Activity Number: 114
Type: Topic Contributed
Date/Time: Monday, August 1, 2011 : 8:30 AM to 10:20 AM
Sponsor: Section on Nonparametric Statistics
Abstract - #302214
Title: The Pleasures and Pains of Spike-Based Coding in the Nervous System: The Need for New Statistical Methodologies
Author(s): Theodore W. Berger*+
Companies: University of Southern California
Address: , Los Angeles, CA, 90089, USA
Keywords: spike ; brain ; spatio-temporal pattern ; nonlinear ; dynamics
Abstract:

Neurons communicate with each other primarily with all-or-none bioelectrical events known as action potentials. Action potentials (spikes) provide for a pulse-based coding scheme, because the shapes of spikes are nearly equivalent, with only inter-spike-intervals (ISI) varying systematically in the presence of different events.
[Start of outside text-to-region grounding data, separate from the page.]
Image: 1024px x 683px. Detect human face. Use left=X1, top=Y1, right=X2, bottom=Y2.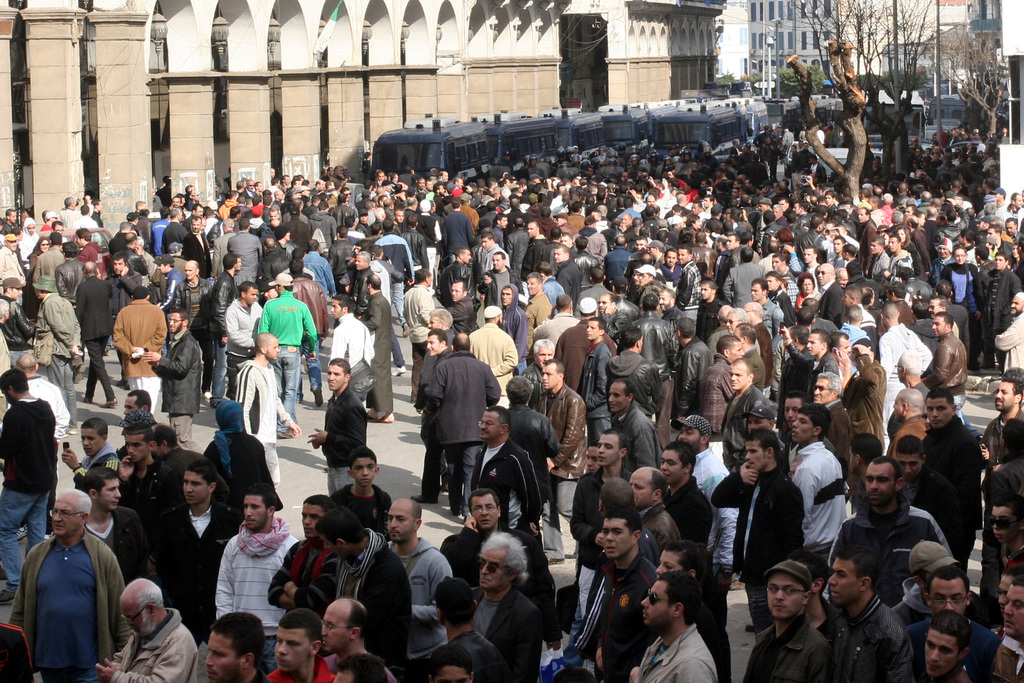
left=657, top=449, right=684, bottom=486.
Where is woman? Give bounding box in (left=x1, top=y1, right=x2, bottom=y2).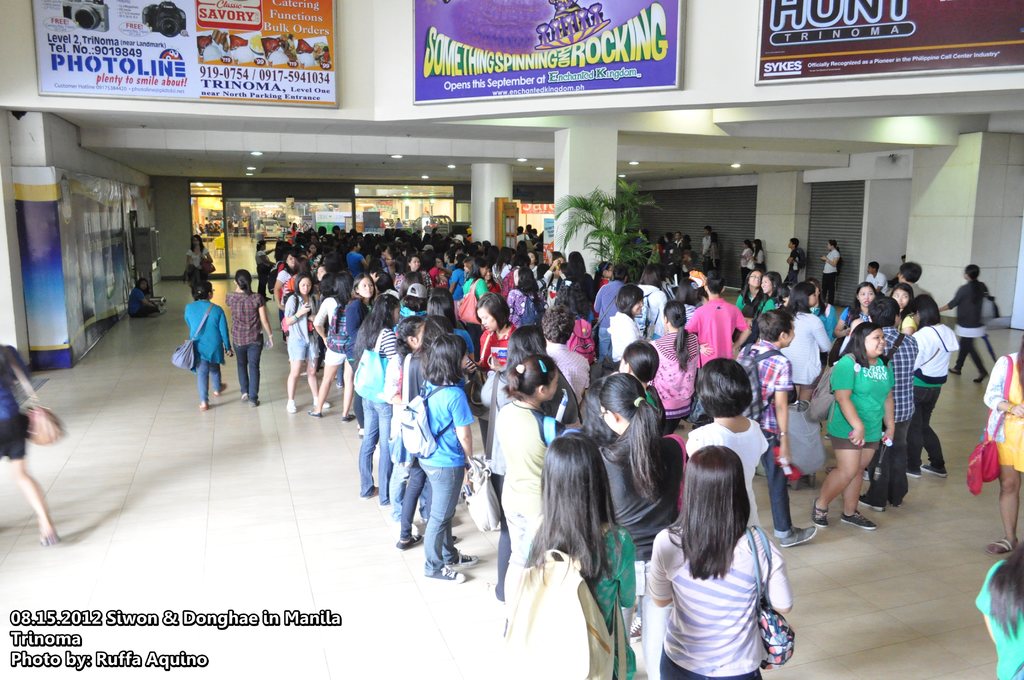
(left=615, top=340, right=677, bottom=441).
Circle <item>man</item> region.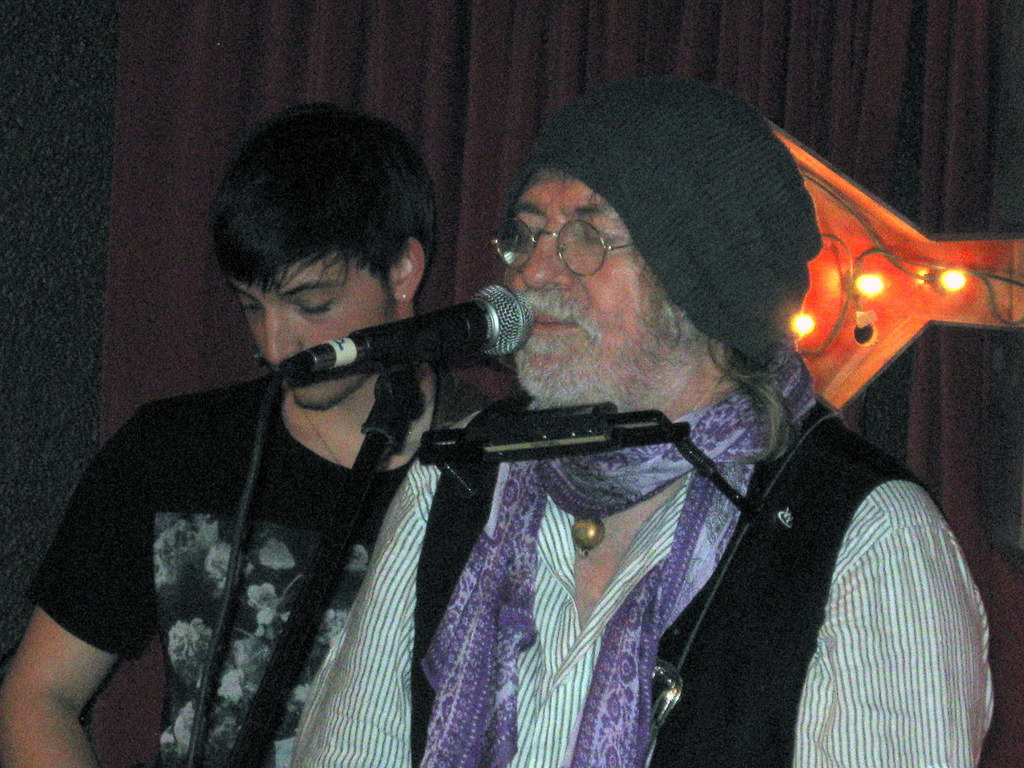
Region: [13,101,491,767].
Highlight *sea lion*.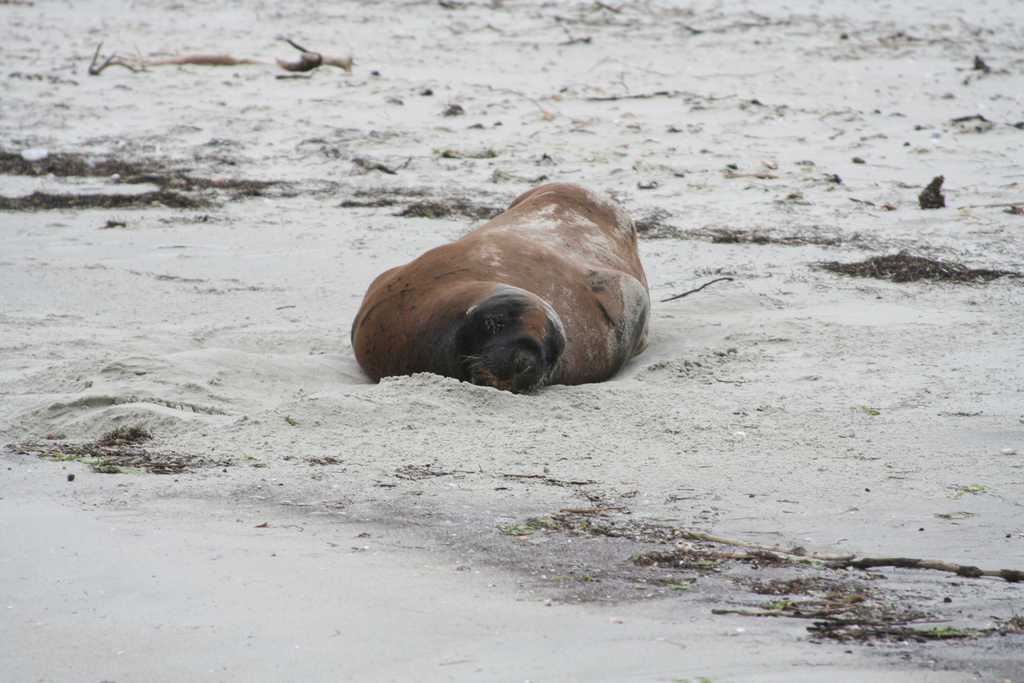
Highlighted region: [x1=348, y1=180, x2=648, y2=395].
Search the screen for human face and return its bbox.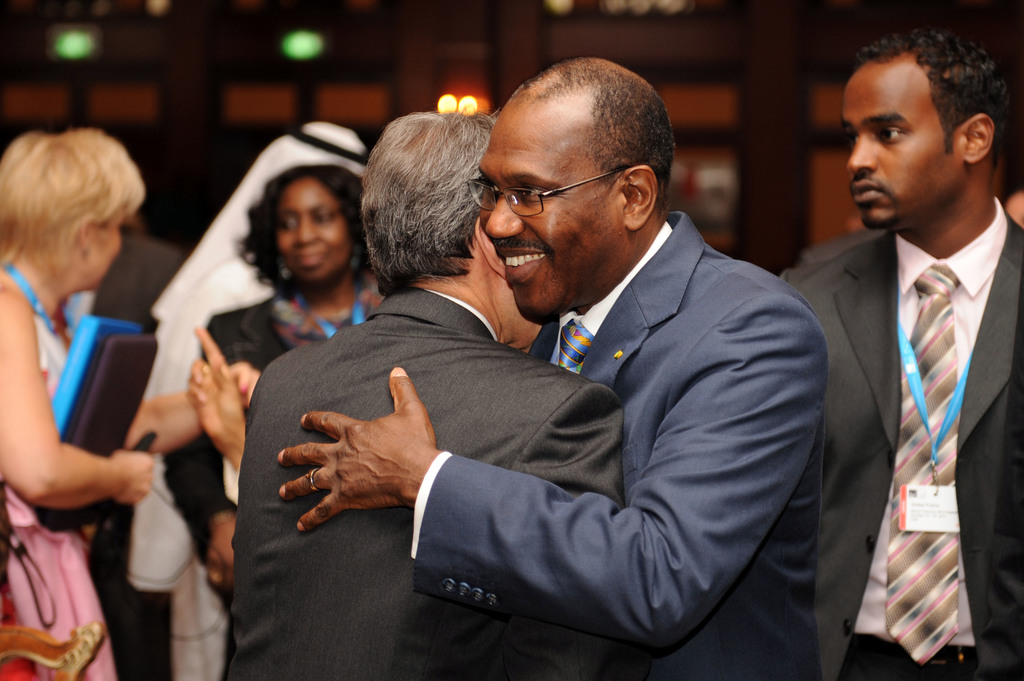
Found: (x1=90, y1=206, x2=125, y2=286).
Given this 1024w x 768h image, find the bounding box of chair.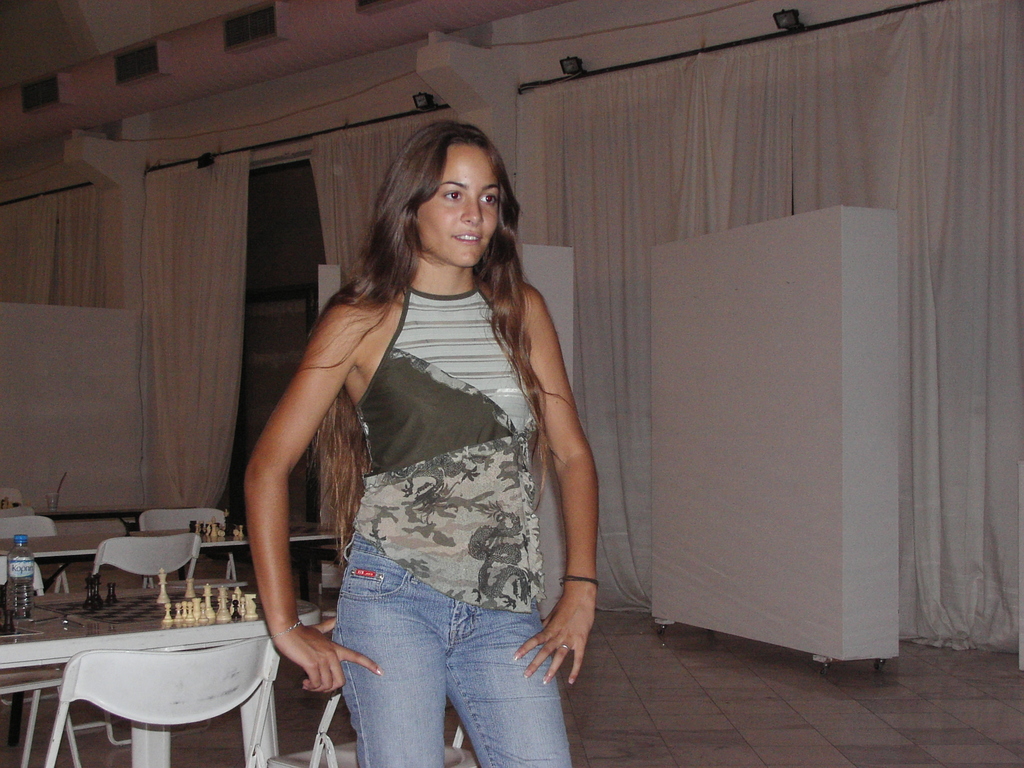
{"x1": 32, "y1": 641, "x2": 282, "y2": 767}.
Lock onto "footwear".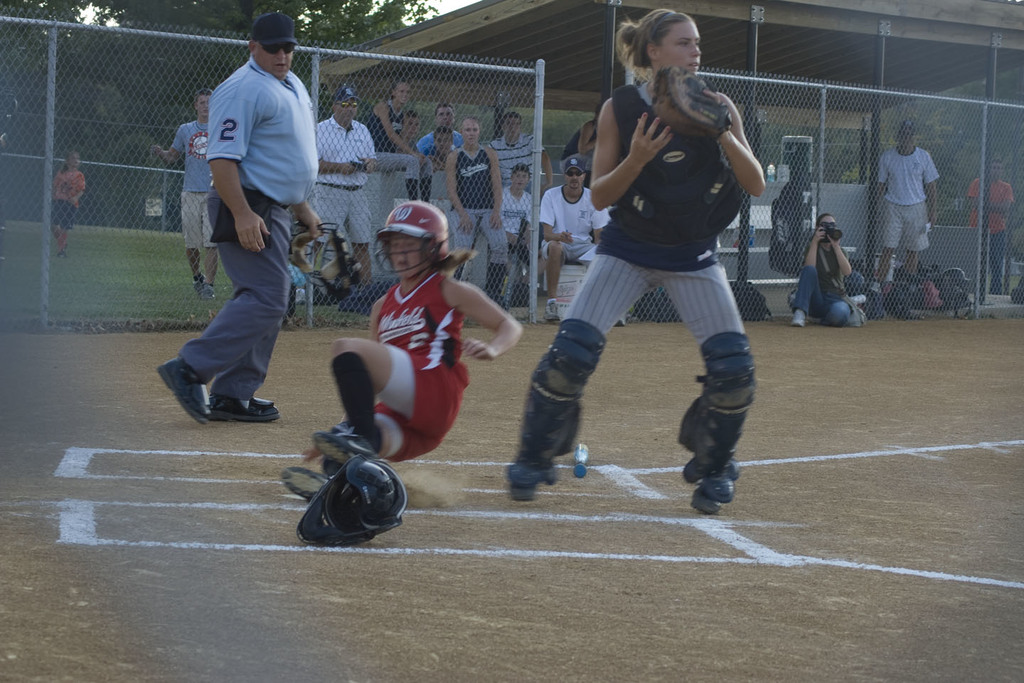
Locked: select_region(193, 273, 218, 302).
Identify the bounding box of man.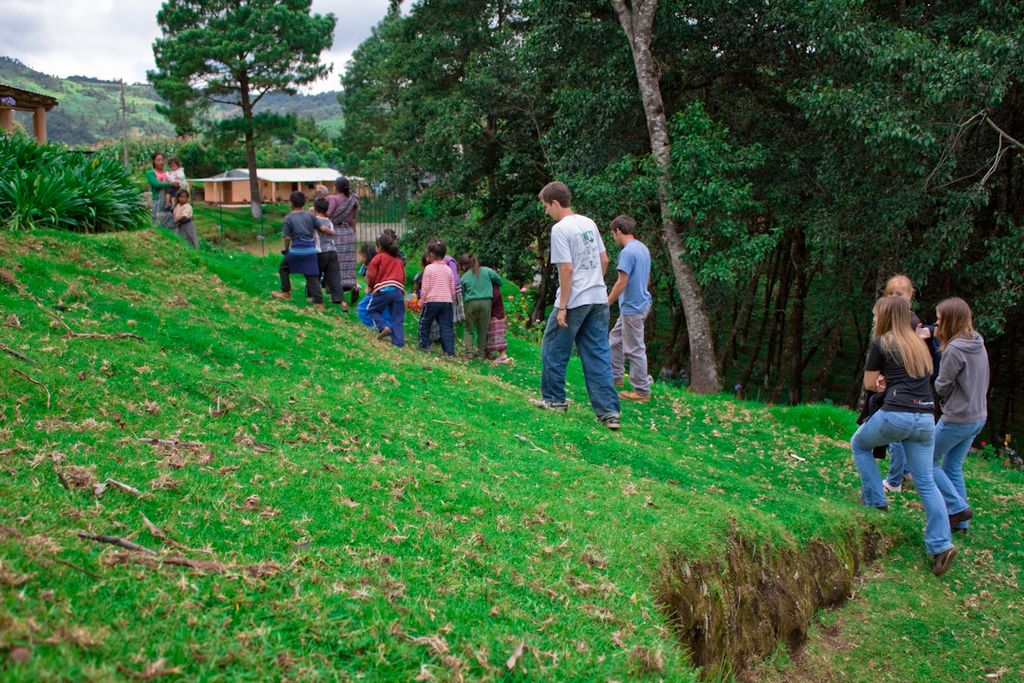
<bbox>605, 214, 652, 400</bbox>.
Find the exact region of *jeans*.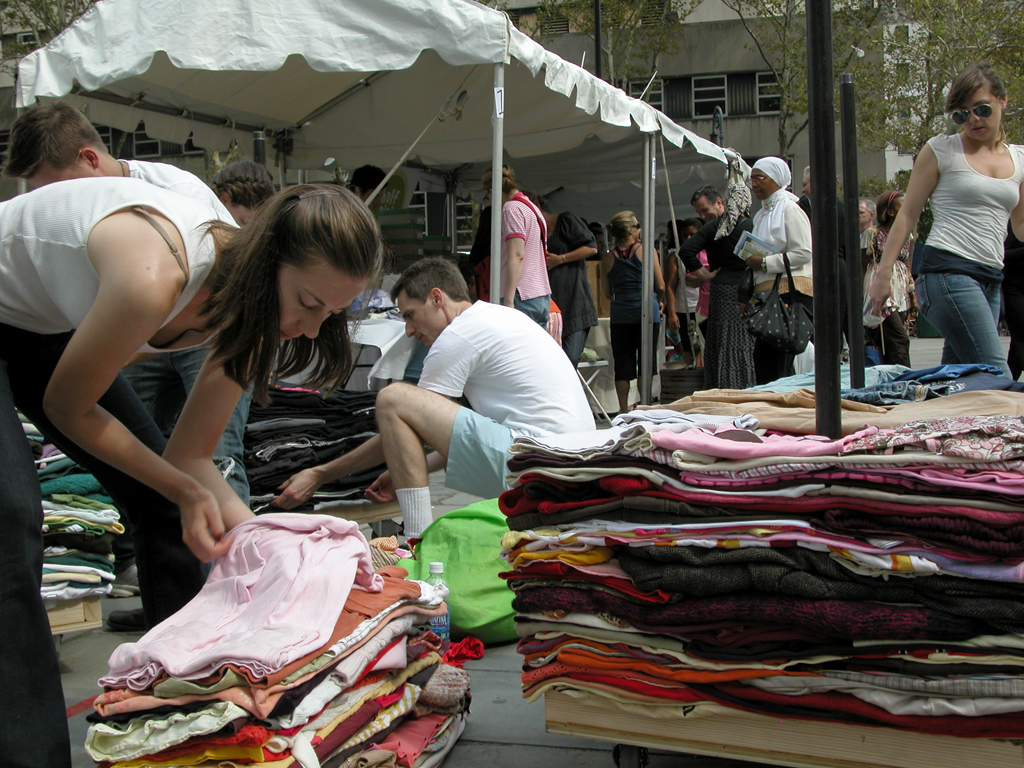
Exact region: pyautogui.locateOnScreen(0, 322, 176, 767).
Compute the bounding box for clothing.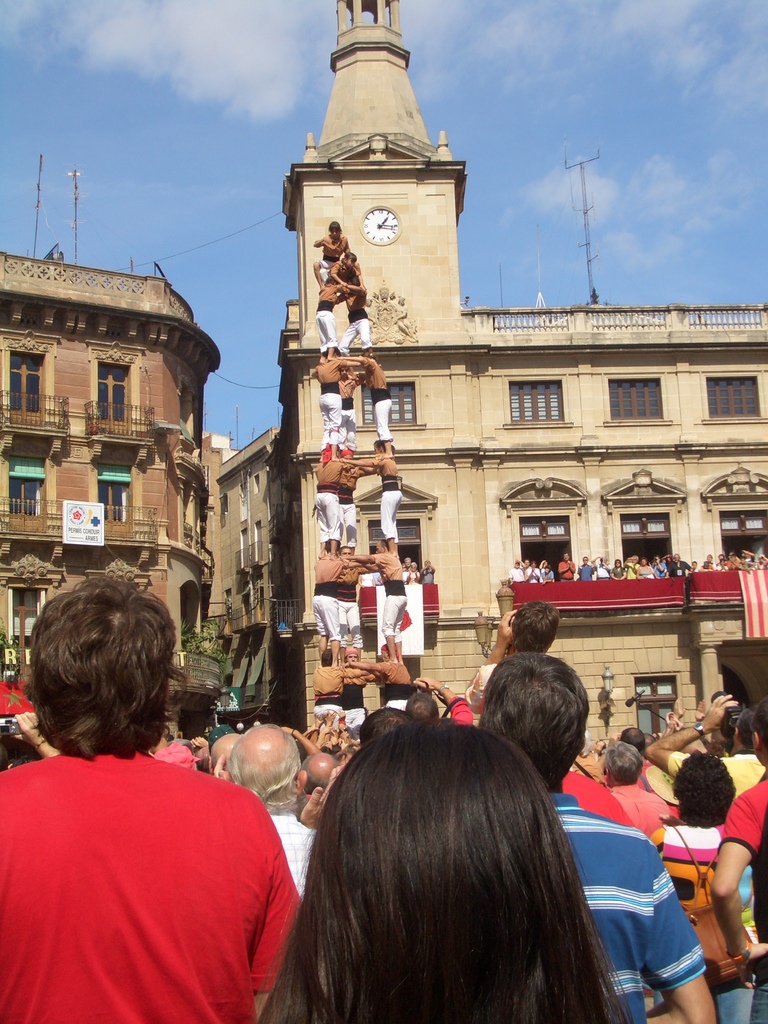
locate(314, 460, 344, 545).
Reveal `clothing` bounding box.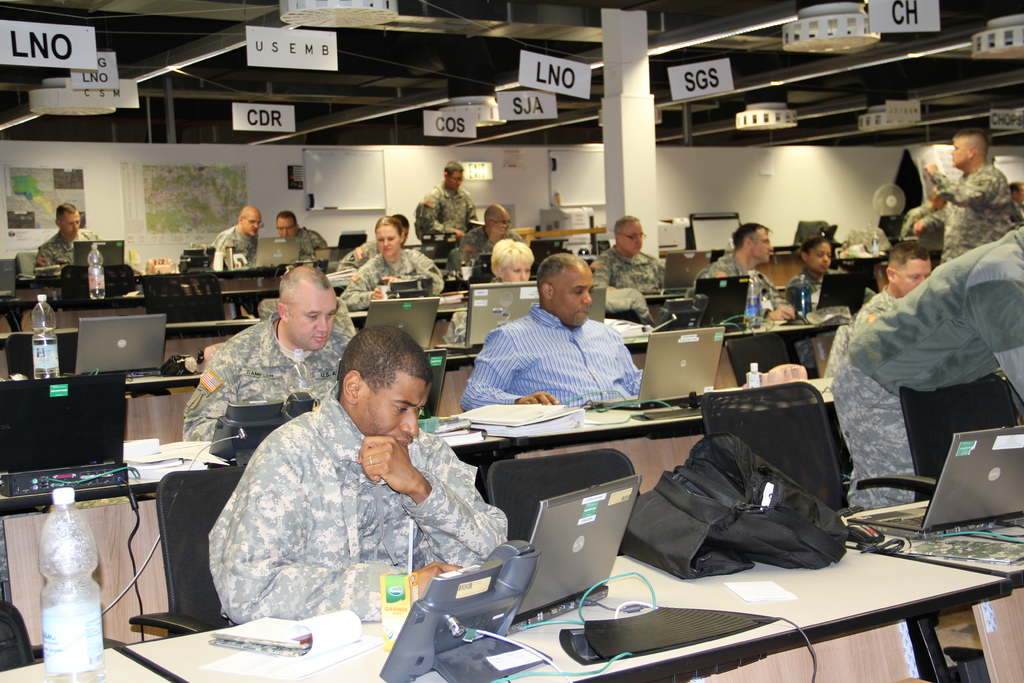
Revealed: bbox(785, 269, 891, 323).
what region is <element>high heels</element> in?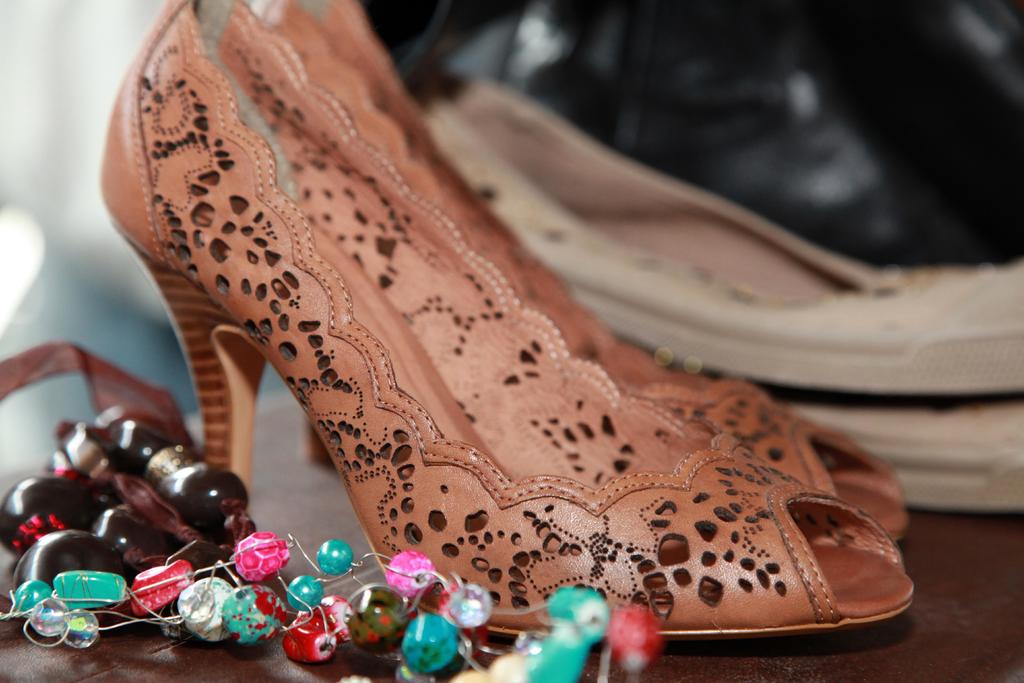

Thus, neural representations in the brain are based on temporal patterns, or the sequence of ISIs. Because neural representations never rely on a single neuron, and instead emerge from the activity of a population of neurons, neural representations are based, not on temporal patterns alone, but on spatio-temporal patterns. Although "neural processing" is an often-maligned term, its meaning here is straightforward: it is the consequence of changing an incoming spatio-temporal pattern into a different, outgoing spatio-temporal pattern. Because the response of any neuron depends not only on the most recent input event, but also on the preceding history of activity, neural processing involves nonlinear transformations that can reach high orders. This session will discuss new statistical methodologies demanded by analysis of systems with such properties.